Does comparing the specs of Powerwall 1 against Powerwall 2 tell us anything useful about the Model 3 battery and 2170 cells?
Dimensions (L x W x D)
PW1: 52.1" x 33.9" x 7.1" (130cm x 86cm x 18cm) => 201,240 cm3
PW2: 44" x 29" x 5.5" (115cm x 75.5cm x 15.5cm) => 134,578 cm3
Based on the above, PW2 is 60% the volume of PW1, but with 1.4x the total storage (14kWh vs 10kWh) and just a 10% increase in weight.
The PW2 "buffer" is 66% smaller as well (0.5kWh vs 3kWh for PW1) giving more available power.
PW2 also has 5kW continuous (7kW peak) vs 2kW continuous (3kW peak), suggesting the new cells can support a higher discharge rate, or the BMS strategy for the original cells was more cautious.
If the same factors were applied to an 85 battery, that would give a 119 kWh battery with ~112kWh usable.
Assuming the M3 battery is physically 30% smaller than the current MS/MX (30% is taken from comments on an investor call last year, maybe someone has real data?), that gives a maximum 84kWh battery with about 78kWh available.
Happy to be corrected on any of the above!
Dimensions (L x W x D)
PW1: 52.1" x 33.9" x 7.1" (130cm x 86cm x 18cm) => 201,240 cm3
PW2: 44" x 29" x 5.5" (115cm x 75.5cm x 15.5cm) => 134,578 cm3
Based on the above, PW2 is 60% the volume of PW1, but with 1.4x the total storage (14kWh vs 10kWh) and just a 10% increase in weight.
The PW2 "buffer" is 66% smaller as well (0.5kWh vs 3kWh for PW1) giving more available power.
PW2 also has 5kW continuous (7kW peak) vs 2kW continuous (3kW peak), suggesting the new cells can support a higher discharge rate, or the BMS strategy for the original cells was more cautious.
If the same factors were applied to an 85 battery, that would give a 119 kWh battery with ~112kWh usable.
Assuming the M3 battery is physically 30% smaller than the current MS/MX (30% is taken from comments on an investor call last year, maybe someone has real data?), that gives a maximum 84kWh battery with about 78kWh available.
Happy to be corrected on any of the above!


### Your goal:
Look through the entries below and return all lines including the word "Auto".

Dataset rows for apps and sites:
┄┄┄┄┄┄

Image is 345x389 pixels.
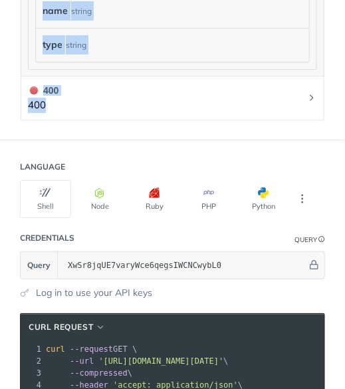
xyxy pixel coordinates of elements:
div: Query [295,235,317,245]
span: GET \ [46,344,137,354]
button: Python [238,180,289,218]
div: 400 [28,83,59,98]
button: Shell [20,180,71,218]
span: \ [46,368,132,378]
div: string [71,1,92,21]
span: cURL Request [29,321,93,333]
button: 400 400400 [28,83,317,113]
div: 3 [21,367,43,379]
span: '[URL][DOMAIN_NAME][DATE]' [98,356,223,366]
input: apikey [61,252,307,279]
span: --compressed [70,368,128,378]
span: curl [46,344,65,354]
i: Information [319,236,325,243]
button: Hide [307,259,321,272]
div: QueryInformation [295,235,325,245]
div: Language [20,161,65,173]
span: \ [46,356,229,366]
div: 2 [21,355,43,367]
button: Query [21,252,58,279]
button: Node [74,180,126,218]
label: type [43,35,63,55]
svg: More ellipsis [297,193,309,205]
svg: Chevron [307,92,317,103]
span: Query [27,259,51,271]
div: 1 [21,343,43,355]
button: PHP [184,180,235,218]
button: cURL Request [24,321,110,334]
span: --request [70,344,113,354]
div: Credentials [20,232,74,244]
p: 400 [28,98,59,113]
span: --url [70,356,94,366]
span: 400 [30,86,38,94]
button: Ruby [129,180,180,218]
a: Log in to use your API keys [36,286,152,300]
label: name [43,1,68,21]
div: string [66,35,86,55]
button: More Languages [293,189,313,209]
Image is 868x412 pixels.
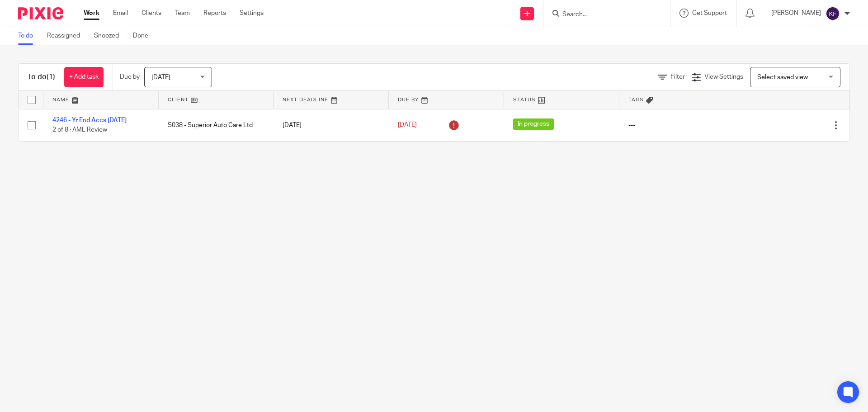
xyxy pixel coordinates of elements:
[562,11,643,19] input: Search
[46,73,55,81] span: (1)
[826,6,840,21] img: svg%3E
[771,9,821,18] p: [PERSON_NAME]
[53,117,127,124] a: 4246 - Yr End Accs [DATE]
[274,109,389,141] td: [DATE]
[159,109,274,141] td: S038 - Superior Auto Care Ltd
[628,97,644,102] span: Tags
[18,27,40,45] a: To do
[27,72,55,82] h1: To do
[175,9,190,18] a: Team
[151,74,171,81] span: [DATE]
[120,72,140,81] p: Due by
[628,121,725,130] div: ---
[53,127,107,133] span: 2 of 8 · AML Review
[513,119,554,130] span: In progress
[692,10,727,16] span: Get Support
[757,74,808,81] span: Select saved view
[141,9,161,18] a: Clients
[113,9,128,18] a: Email
[47,27,87,45] a: Reassigned
[670,74,685,80] span: Filter
[133,27,155,45] a: Done
[18,7,64,19] img: Pixie
[94,27,126,45] a: Snoozed
[239,9,263,18] a: Settings
[64,67,104,87] a: + Add task
[704,74,743,80] span: View Settings
[398,122,417,128] span: [DATE]
[84,9,100,18] a: Work
[203,9,226,18] a: Reports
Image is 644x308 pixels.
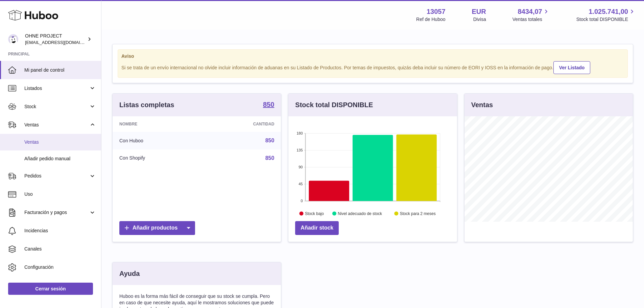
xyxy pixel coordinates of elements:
td: Con Huboo [112,132,202,149]
text: 0 [301,199,303,203]
img: internalAdmin-13057@internal.huboo.com [8,34,18,44]
a: Añadir stock [295,221,338,235]
th: Cantidad [202,116,281,132]
span: Añadir pedido manual [24,156,96,162]
span: Stock total DISPONIBLE [576,16,635,22]
div: Ref de Huboo [416,16,445,22]
span: Listados [24,86,89,91]
span: Facturación y pagos [24,209,89,216]
a: 850 [265,155,275,161]
a: Ver Listado [553,61,590,74]
text: 45 [299,182,303,186]
th: Nombre [112,116,202,132]
a: Añadir productos [120,221,195,235]
strong: 13057 [426,7,446,16]
span: Canales [24,246,96,253]
span: Ventas [24,139,96,145]
strong: Aviso [122,53,624,60]
text: Nivel adecuado de stock [338,211,382,217]
h3: Listas completas [120,101,174,110]
text: 180 [296,132,302,136]
td: Con Shopify [112,149,202,167]
span: 1.025.741,00 [588,7,628,16]
h3: Stock total DISPONIBLE [295,101,373,110]
a: Cerrar sesión [8,283,93,295]
div: OHNE PROJECT [25,33,86,45]
a: 8434,07 Ventas totales [513,7,550,22]
a: 1.025.741,00 Stock total DISPONIBLE [576,7,635,22]
span: Mi panel de control [24,67,96,74]
div: Divisa [473,16,486,22]
span: Configuración [24,265,96,270]
strong: 850 [263,101,274,108]
text: Stock bajo [305,211,324,217]
a: 850 [263,101,274,109]
text: 135 [296,148,302,152]
span: Uso [24,192,96,197]
span: Stock [24,103,89,110]
span: Ventas totales [513,16,550,22]
a: 850 [265,138,275,143]
span: Incidencias [24,228,96,234]
h3: Ayuda [120,269,139,278]
span: [EMAIL_ADDRESS][DOMAIN_NAME] [25,39,99,45]
h3: Ventas [471,101,493,110]
text: 90 [299,165,303,169]
span: 8434,07 [517,7,541,16]
div: Si se trata de un envío internacional no olvide incluir información de aduanas en su Listado de P... [122,61,624,74]
strong: EUR [472,7,486,16]
text: Stock para 2 meses [400,211,436,217]
span: Ventas [24,122,89,128]
span: Pedidos [24,173,89,180]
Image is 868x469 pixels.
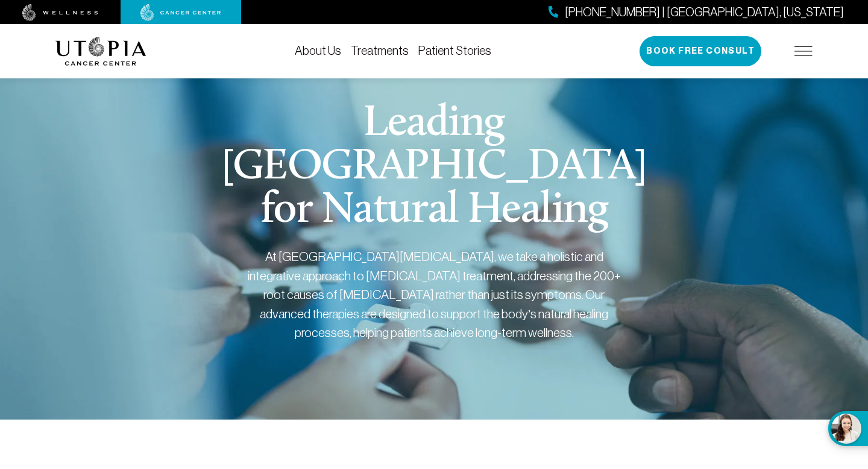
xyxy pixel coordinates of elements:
[351,44,408,57] a: Treatments
[247,247,620,343] div: At [GEOGRAPHIC_DATA][MEDICAL_DATA], we take a holistic and integrative approach to [MEDICAL_DATA]...
[418,44,491,57] a: Patient Stories
[55,37,147,65] img: logo
[639,36,761,66] button: Book Free Consult
[564,4,844,21] span: [PHONE_NUMBER] | [GEOGRAPHIC_DATA], [US_STATE]
[794,46,812,56] img: icon-hamburger
[22,4,98,21] img: wellness
[549,4,844,21] a: [PHONE_NUMBER] | [GEOGRAPHIC_DATA], [US_STATE]
[295,44,341,57] a: About Us
[140,4,221,21] img: cancer center
[204,102,665,233] h1: Leading [GEOGRAPHIC_DATA] for Natural Healing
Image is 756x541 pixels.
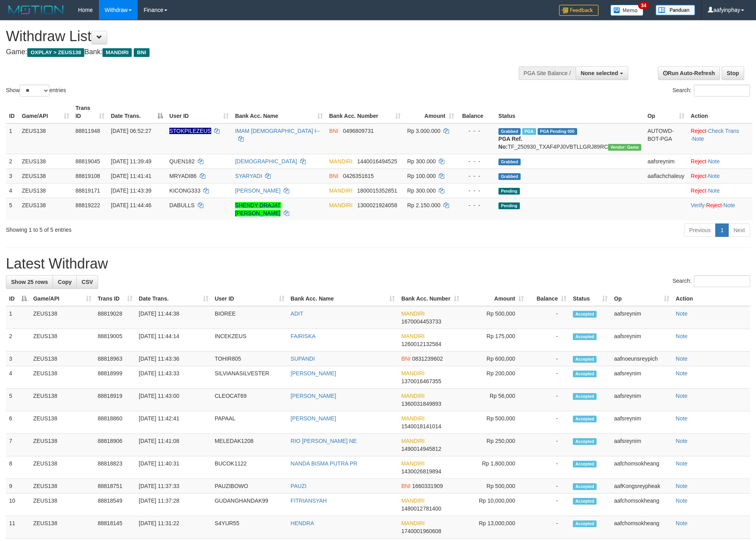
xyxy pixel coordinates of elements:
[499,202,520,210] span: Pending
[676,333,688,340] a: Note
[676,483,688,489] a: Note
[136,493,212,516] td: [DATE] 11:37:28
[136,434,212,456] td: [DATE] 11:41:08
[6,479,30,493] td: 9
[19,101,72,123] th: Game/API: activate to sort column ascending
[401,528,441,534] span: Copy 1740001960608 to clipboard
[611,456,673,479] td: aafchomsokheang
[401,378,441,384] span: Copy 1370016467355 to clipboard
[6,48,496,56] h4: Game: Bank:
[6,291,30,306] th: ID: activate to sort column descending
[495,101,644,123] th: Status
[723,202,735,208] a: Note
[573,334,597,340] span: Accepted
[407,173,436,179] span: Rp 100.000
[212,456,288,479] td: BUCOK1122
[82,279,93,285] span: CSV
[232,101,326,123] th: Bank Acc. Name: activate to sort column ascending
[461,201,492,210] div: - - -
[694,275,750,287] input: Search:
[688,183,752,198] td: ·
[527,389,569,412] td: -
[76,173,100,179] span: 88819108
[407,202,440,208] span: Rp 2.150.000
[94,389,136,412] td: 88818919
[136,516,212,539] td: [DATE] 11:31:22
[94,493,136,516] td: 88818549
[401,393,424,399] span: MANDIRI
[462,291,527,306] th: Amount: activate to sort column ascending
[401,505,441,512] span: Copy 1480012781400 to clipboard
[94,434,136,456] td: 88818906
[329,202,352,208] span: MANDIRI
[169,202,195,208] span: DABULLS
[676,393,688,399] a: Note
[676,415,688,421] a: Note
[462,306,527,329] td: Rp 500,000
[329,173,338,179] span: BNI
[573,438,597,445] span: Accepted
[212,389,288,412] td: CLEOCAT69
[169,128,211,134] span: Nama rekening ada tanda titik/strip, harap diedit
[527,434,569,456] td: -
[499,158,520,165] span: Grabbed
[94,479,136,493] td: 88818751
[691,128,707,134] a: Reject
[291,333,316,340] a: FAIRISKA
[134,48,149,57] span: BNI
[461,158,492,165] div: - - -
[527,412,569,434] td: -
[611,412,673,434] td: aafsreynim
[136,479,212,493] td: [DATE] 11:37:33
[523,128,536,135] span: Marked by aafsreyleap
[136,366,212,389] td: [DATE] 11:43:33
[94,306,136,329] td: 88819028
[6,456,30,479] td: 8
[136,329,212,352] td: [DATE] 11:44:14
[676,355,688,362] a: Note
[235,187,280,194] a: [PERSON_NAME]
[611,329,673,352] td: aafsreynim
[676,498,688,504] a: Note
[111,202,151,208] span: [DATE] 11:44:46
[111,187,151,194] span: [DATE] 11:43:39
[111,173,151,179] span: [DATE] 11:41:41
[684,224,716,237] a: Previous
[235,128,320,134] a: IMAM [DEMOGRAPHIC_DATA] I--
[6,4,66,16] img: MOTION_logo.png
[20,85,50,97] select: Showentries
[559,4,598,16] img: Feedback.jpg
[401,520,424,526] span: MANDIRI
[658,66,720,80] a: Run Auto-Refresh
[6,275,53,289] a: Show 25 rows
[499,136,523,150] b: PGA Ref. No:
[6,169,19,183] td: 3
[288,291,398,306] th: Bank Acc. Name: activate to sort column ascending
[77,275,98,289] a: CSV
[6,85,66,97] label: Show entries
[462,352,527,366] td: Rp 600,000
[30,366,94,389] td: ZEUS138
[235,173,262,179] a: SYARYADI
[461,187,492,195] div: - - -
[6,412,30,434] td: 6
[358,202,397,208] span: Copy 1300021924058 to clipboard
[76,202,100,208] span: 88819222
[676,520,688,526] a: Note
[527,291,569,306] th: Balance: activate to sort column ascending
[413,355,443,362] span: Copy 0831239602 to clipboard
[401,498,424,504] span: MANDIRI
[291,415,336,421] a: [PERSON_NAME]
[291,370,336,377] a: [PERSON_NAME]
[611,366,673,389] td: aafsreynim
[676,370,688,377] a: Note
[19,169,72,183] td: ZEUS138
[19,123,72,155] td: ZEUS138
[715,224,728,237] a: 1
[462,456,527,479] td: Rp 1,800,000
[688,101,752,123] th: Action
[167,101,232,123] th: User ID: activate to sort column ascending
[169,173,197,179] span: MRYADI86
[691,173,707,179] a: Reject
[212,329,288,352] td: INCEKZEUS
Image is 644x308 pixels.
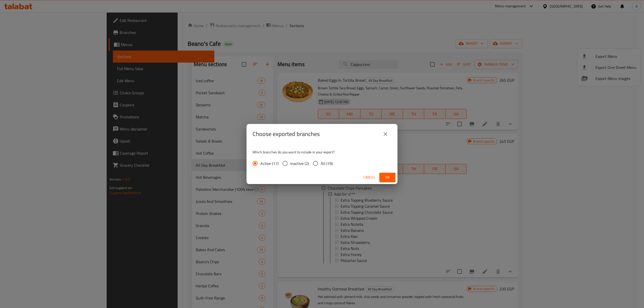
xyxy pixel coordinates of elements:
button: Cancel [361,173,377,182]
button: Ok [379,173,395,182]
span: Cancel [363,174,375,181]
p: Which branches do you want to include in your export? [253,150,391,155]
span: Inactive (2) [290,161,309,166]
button: close [379,128,391,140]
span: All (19) [321,161,333,166]
span: Active (17) [260,161,279,166]
h2: Choose exported branches [253,130,319,138]
span: Ok [383,174,391,181]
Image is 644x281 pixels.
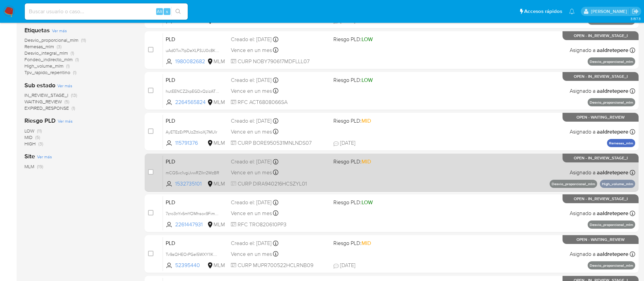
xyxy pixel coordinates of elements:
[171,7,185,16] button: search-icon
[25,7,188,16] input: Buscar usuario o caso...
[632,8,639,15] a: Salir
[166,8,168,15] span: s
[157,8,163,15] span: Alt
[591,8,629,15] p: alicia.aldreteperez@mercadolibre.com.mx
[569,9,575,14] a: Notificaciones
[524,8,562,15] span: Accesos rápidos
[631,16,641,21] span: 3.157.3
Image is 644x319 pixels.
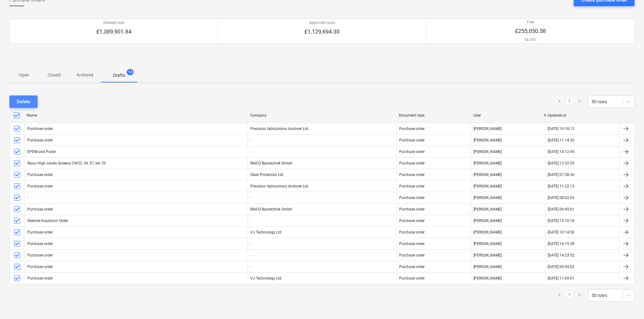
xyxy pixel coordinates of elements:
div: Purchase order [400,184,425,188]
div: Company [250,113,394,118]
div: Purchase order [28,276,53,280]
button: Delete [10,96,38,108]
div: VJ Technology Ltd [248,227,396,237]
p: Drafts [113,72,125,78]
div: EPDM and Paste [28,150,56,154]
div: Updated at [548,113,618,118]
div: - [250,138,252,142]
div: [DATE] 09:04:02 [548,264,575,269]
div: Purchase order [400,196,425,200]
p: 18.35% [515,38,546,42]
div: VJ Technology Ltd [248,273,396,283]
div: [DATE] 11:22:13 [548,184,575,188]
div: - [250,218,252,223]
p: Archived [76,72,93,78]
div: Purchase order [400,138,425,142]
div: Name [26,113,245,118]
div: Purchase order [400,276,425,280]
div: Purchase order [28,126,53,131]
div: Purchase order [400,218,425,223]
div: [PERSON_NAME] [471,170,545,180]
div: [PERSON_NAME] [471,146,545,156]
div: [DATE] 14:19:38 [548,242,575,246]
div: [PERSON_NAME] [471,135,545,145]
a: Page 1 is your current page [566,98,574,106]
div: [PERSON_NAME] [471,192,545,202]
a: Previous page [556,292,564,299]
div: [DATE] 11:14:20 [548,138,575,142]
div: [PERSON_NAME] [471,227,545,237]
div: Obex Protection Ltd [248,170,396,180]
div: Document type [399,113,468,118]
p: Approved costs [304,20,340,26]
div: Purchase order [400,150,425,154]
div: [DATE] 14:23:52 [548,253,575,258]
a: Previous page [556,98,564,106]
div: [DATE] 09:45:01 [548,207,575,212]
div: Purchase order [400,230,425,234]
div: Purchase order [28,138,53,142]
span: 14 [127,69,134,75]
div: Purchase order [28,207,53,212]
a: Next page [576,292,584,299]
div: [PERSON_NAME] [471,238,545,248]
div: [DATE] 07:58:36 [548,172,575,177]
div: Purchase order [400,161,425,166]
div: RAICO Bautechnik GmbH [248,204,396,214]
div: RAICO Bautechnik GmbH [248,158,396,168]
div: - [28,196,28,200]
div: [PERSON_NAME] [471,124,545,134]
div: Purchase order [28,184,53,188]
div: [DATE] 08:02:03 [548,196,575,200]
div: Purchase order [400,253,425,258]
div: - [250,242,252,246]
div: - [250,253,252,258]
div: Purchase order [400,207,425,212]
div: Raico High Levels Screens CW53, 54, 57, 64, 70 [28,161,106,166]
div: Purchase order [400,126,425,131]
div: [PERSON_NAME] [471,158,545,168]
p: Free [515,20,546,25]
a: Page 1 is your current page [566,292,574,299]
div: Purchase order [28,264,53,269]
div: - [250,196,252,200]
div: [DATE] 13:32:55 [548,161,575,166]
div: Purchase order [28,242,53,246]
div: [DATE] 10:18:13 [548,126,575,131]
div: Precision fabrications Andover Ltd [248,181,396,191]
div: Delete [17,98,30,106]
div: - [250,264,252,269]
div: Purchase order [400,172,425,177]
div: [DATE] 15:10:18 [548,218,575,223]
div: [PERSON_NAME] [471,204,545,214]
div: User [474,113,543,118]
div: [DATE] 10:14:50 [548,230,575,234]
div: [PERSON_NAME] [471,216,545,226]
p: Open [17,72,32,78]
div: [DATE] 11:09:01 [548,276,575,280]
div: Purchase order [400,264,425,269]
a: Next page [576,98,584,106]
p: £255,050.58 [515,28,546,35]
div: Purchase order [28,253,53,258]
div: Purchase order [28,230,53,234]
div: [PERSON_NAME] [471,273,545,283]
div: [DATE] 14:12:45 [548,150,575,154]
div: - [250,150,252,154]
div: Purchase order [400,242,425,246]
div: Precision fabrications Andover Ltd [248,124,396,134]
div: Siderise Insulation Order [28,218,68,223]
p: £1,389,901.84 [96,28,132,36]
div: [PERSON_NAME] [471,262,545,272]
p: £1,129,694.30 [304,28,340,36]
p: Closed [46,72,62,78]
p: Ordered cost [96,20,132,26]
div: [PERSON_NAME] [471,250,545,260]
div: Purchase order [28,172,53,177]
div: [PERSON_NAME] [471,181,545,191]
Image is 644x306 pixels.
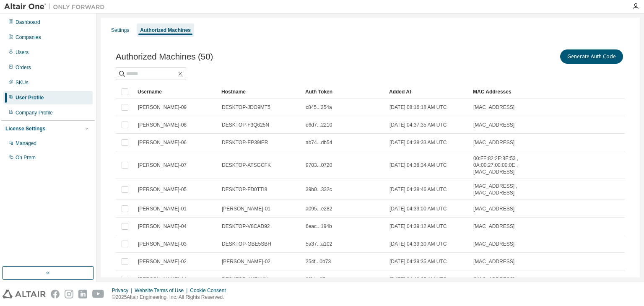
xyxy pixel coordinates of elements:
div: Company Profile [15,109,53,116]
span: [PERSON_NAME]-03 [138,241,186,247]
div: Cookie Consent [190,287,231,294]
span: [DATE] 04:39:35 AM UTC [389,258,447,265]
span: 6eac...194b [306,223,332,230]
span: DESKTOP-V8CAD92 [222,223,270,230]
span: [MAC_ADDRESS] [474,258,514,265]
span: [PERSON_NAME]-02 [222,258,271,265]
div: On Prem [15,154,36,161]
div: Managed [15,140,36,147]
div: Authorized Machines [140,27,191,33]
span: [DATE] 04:39:30 AM UTC [389,241,447,247]
span: [MAC_ADDRESS] [474,121,514,128]
span: [DATE] 04:39:00 AM UTC [389,205,447,212]
div: Username [138,85,215,98]
div: Auth Token [305,85,382,98]
span: 3f3d...07ea [306,275,331,282]
div: SKUs [15,79,28,86]
img: youtube.svg [92,289,104,298]
span: [PERSON_NAME]-01 [222,205,271,212]
img: altair_logo.svg [2,289,46,298]
span: [MAC_ADDRESS] [474,223,514,230]
img: linkedin.svg [79,289,87,298]
span: [DATE] 04:40:25 AM UTC [389,275,447,282]
span: 39b0...332c [306,186,332,193]
span: DESKTOP-FD0TTI8 [222,186,267,193]
span: [MAC_ADDRESS] , [MAC_ADDRESS] [474,182,532,196]
span: DESKTOP-AKE1NIK [222,275,269,282]
span: [PERSON_NAME]-01 [138,205,186,212]
img: facebook.svg [51,289,60,298]
div: Companies [15,34,41,41]
span: [DATE] 08:16:18 AM UTC [389,104,447,110]
div: Settings [111,27,129,33]
span: [MAC_ADDRESS] [474,104,514,110]
span: [MAC_ADDRESS] [474,205,514,212]
div: Users [15,49,28,56]
button: Generate Auth Code [560,49,623,64]
img: Altair One [4,2,109,11]
div: Privacy [112,287,135,294]
img: instagram.svg [65,289,73,298]
span: Authorized Machines (50) [116,52,213,62]
div: Added At [389,85,466,98]
span: a095...e282 [306,205,332,212]
span: c845...254a [306,104,332,110]
div: Website Terms of Use [135,287,190,294]
div: MAC Addresses [473,85,533,98]
span: DESKTOP-JDO9MT5 [222,104,271,110]
span: 00:FF:82:2E:8E:53 , 0A:00:27:00:00:0E , [MAC_ADDRESS] [474,155,532,175]
span: [PERSON_NAME]-14 [138,275,186,282]
span: [PERSON_NAME]-08 [138,121,186,128]
span: DESKTOP-ATSGCFK [222,161,271,169]
span: [DATE] 04:39:12 AM UTC [389,223,447,230]
span: DESKTOP-EP39IER [222,139,268,146]
span: [PERSON_NAME]-07 [138,161,186,169]
span: [PERSON_NAME]-05 [138,186,186,193]
div: User Profile [15,94,44,101]
p: © 2025 Altair Engineering, Inc. All Rights Reserved. [112,294,231,301]
span: [PERSON_NAME]-02 [138,258,186,265]
span: e6d7...2210 [306,121,332,128]
span: [PERSON_NAME]-04 [138,223,186,230]
span: DESKTOP-GBE5SBH [222,241,271,247]
div: Orders [15,64,31,71]
span: [MAC_ADDRESS] [474,241,514,247]
span: [DATE] 04:37:35 AM UTC [389,121,447,128]
span: [DATE] 04:38:46 AM UTC [389,186,447,193]
div: License Settings [5,125,45,132]
span: [PERSON_NAME]-09 [138,104,186,110]
span: [MAC_ADDRESS] [474,275,514,282]
span: 9703...0720 [306,161,332,169]
span: ab74...db54 [306,139,332,146]
span: [DATE] 04:38:34 AM UTC [389,161,447,169]
span: 254f...0b73 [306,258,331,265]
div: Dashboard [15,19,40,25]
span: [MAC_ADDRESS] [474,139,514,146]
span: DESKTOP-F3Q625N [222,121,269,128]
span: [PERSON_NAME]-06 [138,139,186,146]
div: Hostname [221,85,298,98]
span: [DATE] 04:38:33 AM UTC [389,139,447,146]
span: 5a37...a102 [306,241,332,247]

┄┄┄┄┄┄

### Answer section:
[159,109,274,141] td: S038 - Superior Auto Care Ltd
[658,66,720,80] a: Run Auto-Refresh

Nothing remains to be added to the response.